The Jew was proclaimed an enemy of the state by the legitimate national government. The government must have had its reasons to remove this enemy as a matter of urgency. After this order had been issued, it had also to be carried out. It was not our task to question what reasons the government had for regarding this enemy as a danger to the people and the state. As the police we only had to act in accordance with the law.

This, by far, is the Nazi state’s most effective weapon. By issuing orders, the ‘legitimate national government’ empowered the SS to take action against the Jews. The SS would not question the foundations of the order: it was enough there was an order. That is, the implementation of any unjust legislation was legal and legitimate. It enabled Eichmann and several Nazis to claim at the Nuremberg trials they were simply carrying out what the law asked them to do.

What is frightening is not the execution of the law, but the enactment – or abrogation – of laws that legitimized genocide and forms of victimisation.

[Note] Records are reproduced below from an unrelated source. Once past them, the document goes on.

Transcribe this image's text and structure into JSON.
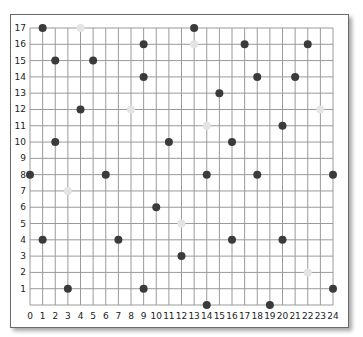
{
  "chart_data": {
    "type": "scatter",
    "title": "",
    "xlabel": "",
    "ylabel": "",
    "xlim": [
      0,
      24
    ],
    "ylim": [
      0,
      17
    ],
    "x_ticks": [
      0,
      1,
      2,
      3,
      4,
      5,
      6,
      7,
      8,
      9,
      10,
      11,
      12,
      13,
      14,
      15,
      16,
      17,
      18,
      19,
      20,
      21,
      22,
      23,
      24
    ],
    "y_ticks": [
      1,
      2,
      3,
      4,
      5,
      6,
      7,
      8,
      9,
      10,
      11,
      12,
      13,
      14,
      15,
      16,
      17
    ],
    "grid": true,
    "legend": null,
    "series": [
      {
        "name": "dark-points",
        "color": "#3b3b3b",
        "points": [
          [
            1,
            17
          ],
          [
            13,
            17
          ],
          [
            9,
            16
          ],
          [
            17,
            16
          ],
          [
            22,
            16
          ],
          [
            2,
            15
          ],
          [
            5,
            15
          ],
          [
            9,
            14
          ],
          [
            18,
            14
          ],
          [
            21,
            14
          ],
          [
            15,
            13
          ],
          [
            4,
            12
          ],
          [
            20,
            11
          ],
          [
            2,
            10
          ],
          [
            11,
            10
          ],
          [
            16,
            10
          ],
          [
            0,
            8
          ],
          [
            6,
            8
          ],
          [
            14,
            8
          ],
          [
            18,
            8
          ],
          [
            24,
            8
          ],
          [
            10,
            6
          ],
          [
            1,
            4
          ],
          [
            7,
            4
          ],
          [
            16,
            4
          ],
          [
            20,
            4
          ],
          [
            12,
            3
          ],
          [
            3,
            1
          ],
          [
            9,
            1
          ],
          [
            24,
            1
          ],
          [
            14,
            0
          ],
          [
            19,
            0
          ]
        ]
      },
      {
        "name": "faint-points",
        "color": "#e4e4e4",
        "points": [
          [
            4,
            17
          ],
          [
            13,
            16
          ],
          [
            8,
            12
          ],
          [
            23,
            12
          ],
          [
            14,
            11
          ],
          [
            3,
            7
          ],
          [
            12,
            5
          ],
          [
            22,
            2
          ]
        ]
      }
    ]
  },
  "layout": {
    "x0_px": 30,
    "x24_px": 333,
    "y0_px": 305,
    "y17_px": 28,
    "grid_color": "#9a9a9a",
    "point_radius": 4
  }
}
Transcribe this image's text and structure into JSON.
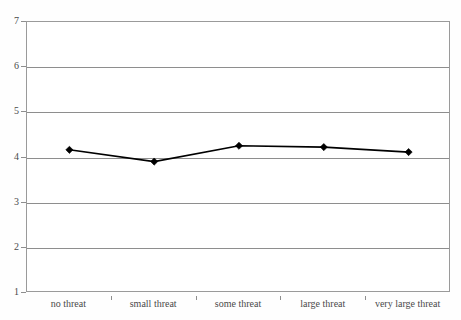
{
  "chart_data": {
    "type": "line",
    "title": "",
    "subtitle": "",
    "xlabel": "",
    "ylabel": "",
    "categories": [
      "no threat",
      "small threat",
      "some threat",
      "large threat",
      "very large threat"
    ],
    "series": [
      {
        "name": "",
        "values": [
          4.17,
          3.91,
          4.26,
          4.23,
          4.12
        ]
      }
    ],
    "ylim": [
      1,
      7
    ],
    "yticks": [
      1,
      2,
      3,
      4,
      5,
      6,
      7
    ],
    "ytick_labels": [
      "1",
      "2",
      "3",
      "4",
      "5",
      "6",
      "7"
    ],
    "grid": true,
    "grid_axis": "y",
    "legend": false,
    "legend_position": "none",
    "marker": "diamond",
    "line_color": "#000000",
    "marker_color": "#000000",
    "grid_color": "#8e8e8e",
    "axis_color": "#9a9a9a",
    "background_color": "#ffffff"
  }
}
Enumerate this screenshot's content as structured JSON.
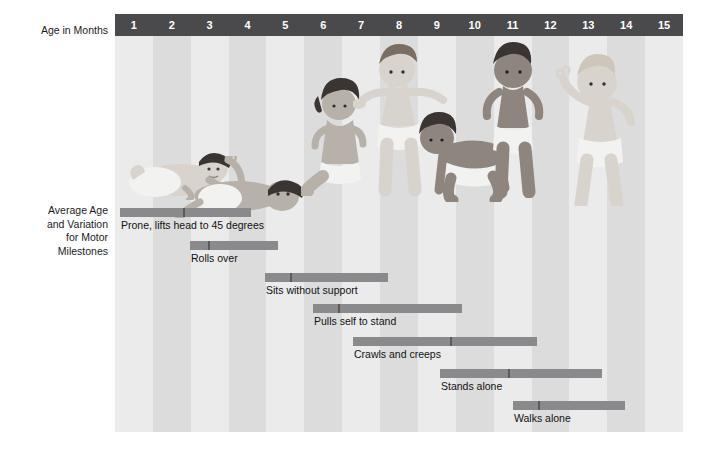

The law too, as Eichmann’s text demonstrates, comes out of an ideology: hence, all laws enacted by the fundamentalist Nazi state, with the Party having absolute majority and no opposition, served to further the Final Solution against the Jews. Nothing Eichmann or his cohorts did was of course then illegal. That the state can craft laws that can then be used to victimise specific communities with impunity is what ought to frighten us – given the examples from Nazi Germany alone in the 20th century.

Eichmann’s emphasis on the legality of the Nazi persecution of the Jews was not a solitary instance nor a frivolous rhetorical ploy. At the drafting of the Universal Declaration of Human Rights (UDHR), lawyers and activists argued that ‘strictly speaking the actions of the Nazis were legal’. Hence, working backwards, the Nuremberg trials sought to base the trials on ‘the laws of human conscience which were higher than national laws’.

Also Read: Ethics of a Nazi Judge

As Johannes Morsink has noted with substantive evidence in his excellent work, The Universal Declaration of Human Rights and the Holocaust (2019), much of what the UDHR became may be traced to the Nazi era’s horrors. What Nuremberg and the UDHR demonstrate is that an action based on an unjust law may be legal/legitimate but not necessarily ethical or fair.

This evidence of the immorality of certain kinds of legislation is what Eichmann inadvertently cautions us about.

Defendants in the dock at the Nuremberg trials. The main target of the prosecution was Hermann Göring (at the left edge on the first row of benches). Photo: US Government, Public Domain

So why read Adolf Eichmann?

We have seen several reasons here. Perpetrator writings show us how even the worst form of tyranny and oppression can be perfectly legitimate yet unethical. It shows us how effectively citizens can be turned into aliens. It shows us how the organisation of territories and spaces can effectively segregate communities for slow extermination.

Eichmann’s text is a horror story of the efficient manner in which a nation turned against a section of its citizens, how it used all available state machinery – from the legislature to the military – to harass, coerce and then extinguish vast populations. The cold, calculating exposition of the Nazi ideology and Final Solution should teach us that there can always be explanations found for the most horrendous acts on earth.

Finally, to read Eichmann is to re-examine the discourses, propaganda, state apparatuses of exclusion and collective hurt that haunt nation-states today. The Eichmann Tapes: My Role in the Final Solution is a pre-text for us to stay watchful – for, the signs we glean from Eichmann are all too visible around us.